[Update: More details on ship date, international pricing, Oculus Ready PCs, and exclusive games are now in the below story]
After dozens of trade-show demos, two publicly available development kits, a $2 billion buyout, and nearly four years of speculation, Oculus has finally locked down the release details for the first consumer version of the Rift virtual reality headset. The $599 VR unit is now available for preorder ahead of expected shipments starting in March (though the shop page had some major loading problems right after pre-orders went live). Oculus says the headset will be available at “limited retail locations” starting in April.
[Update: Within 15 minutes of pre-orders going up, online orders were being told to expect a ship date of April. After an hour, the expected ship date was back to May. This suggests some combination of either limited initial supplies or very robust sales for the Rift.
Here are the international prices listed on the Oculus Shop: £499 in the UK, €699 in mainland Europe, AUS$649 in Australia, NZ$699 in New Zealand, CDN$849 in Canada, ¥83800 in Japan, KOR$649 in South Korea.]
That price will get users the headset, a head-tracking camera, an Xbox One controller, the media-focused “Oculus remote,” connection cables, a carrying case, and two included games: space shooter Eve Valkyrie and third-person platform game Lucky’s Tale. It does not include tax, roughly $30 in shipping, or the promising Oculus Touch hand-tracking controllers, which were recently delayed to the second half of 2016. Oculus founder Palmer Luckey tweeted yesterday that those who preorder the Rift would also be first in line to preorder the Touch controllers later in the year.
The Rift package also doesn’t include the relatively powerful Windows PC that will be required to use the device. Oculus recommends a rig with an Nvidia GTX 970 (or equivalent), an Intel i5 processor, and at least 8GB of RAM. Ars commenter chip_1 points out that you can build an extremely bare bones system with those specs for about $655, though more robust components could easily kick that up to $800 or more.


▶ Task goal:
Print the records below exactly as they appear. Omit all pictures.

(Data extracted from a collection)
========================================

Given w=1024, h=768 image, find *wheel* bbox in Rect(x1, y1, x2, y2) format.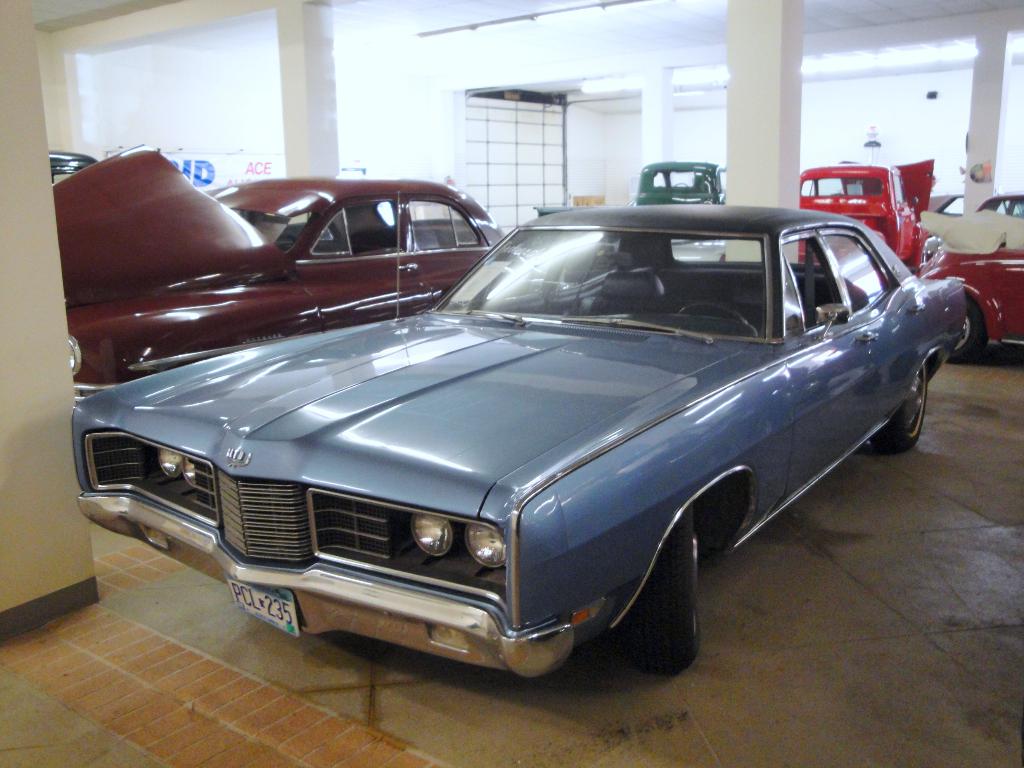
Rect(674, 182, 690, 188).
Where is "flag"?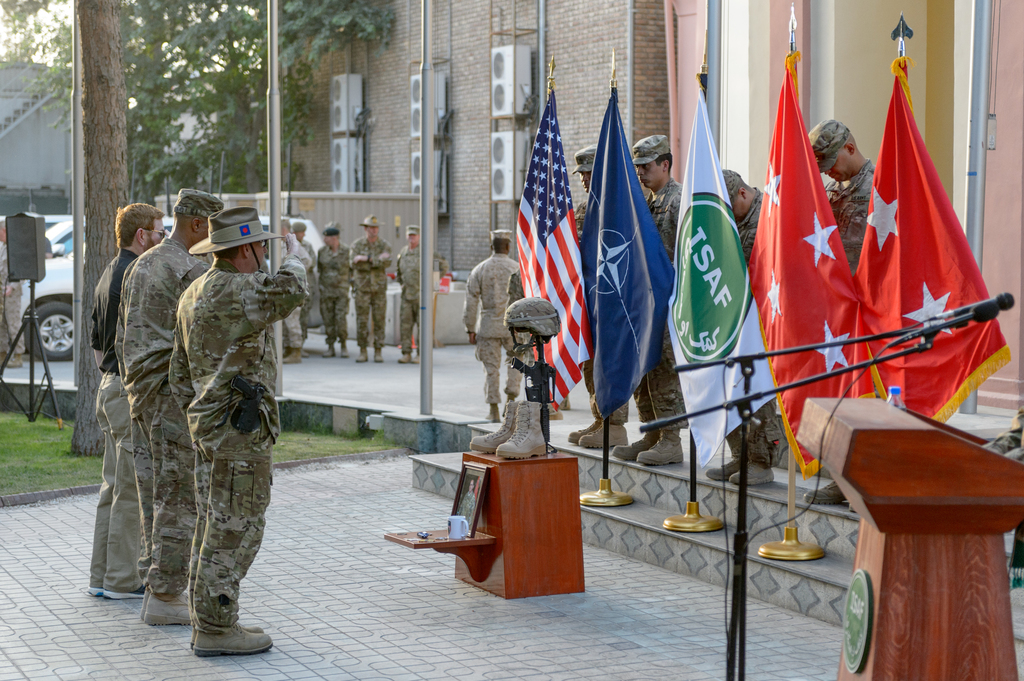
box=[659, 92, 797, 460].
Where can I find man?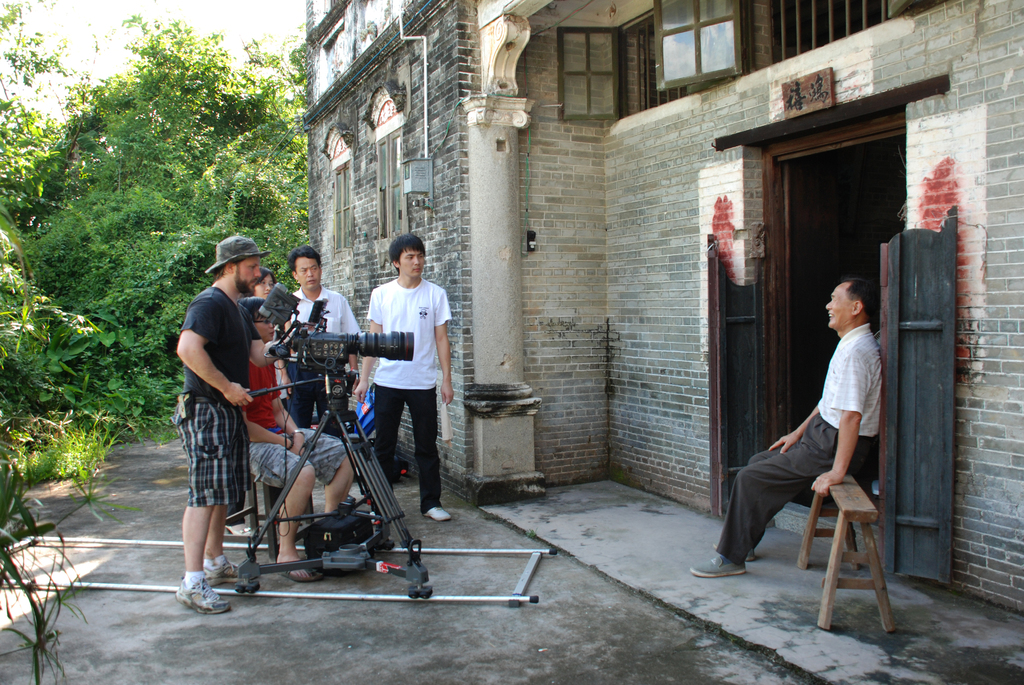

========================================

▶ Problem solution:
Given w=1024, h=768 image, find *wheel* bbox in Rect(x1, y1, x2, y2) format.
Rect(674, 182, 690, 188).
Where is "flag"?
box=[659, 92, 797, 460].
Where can I find man?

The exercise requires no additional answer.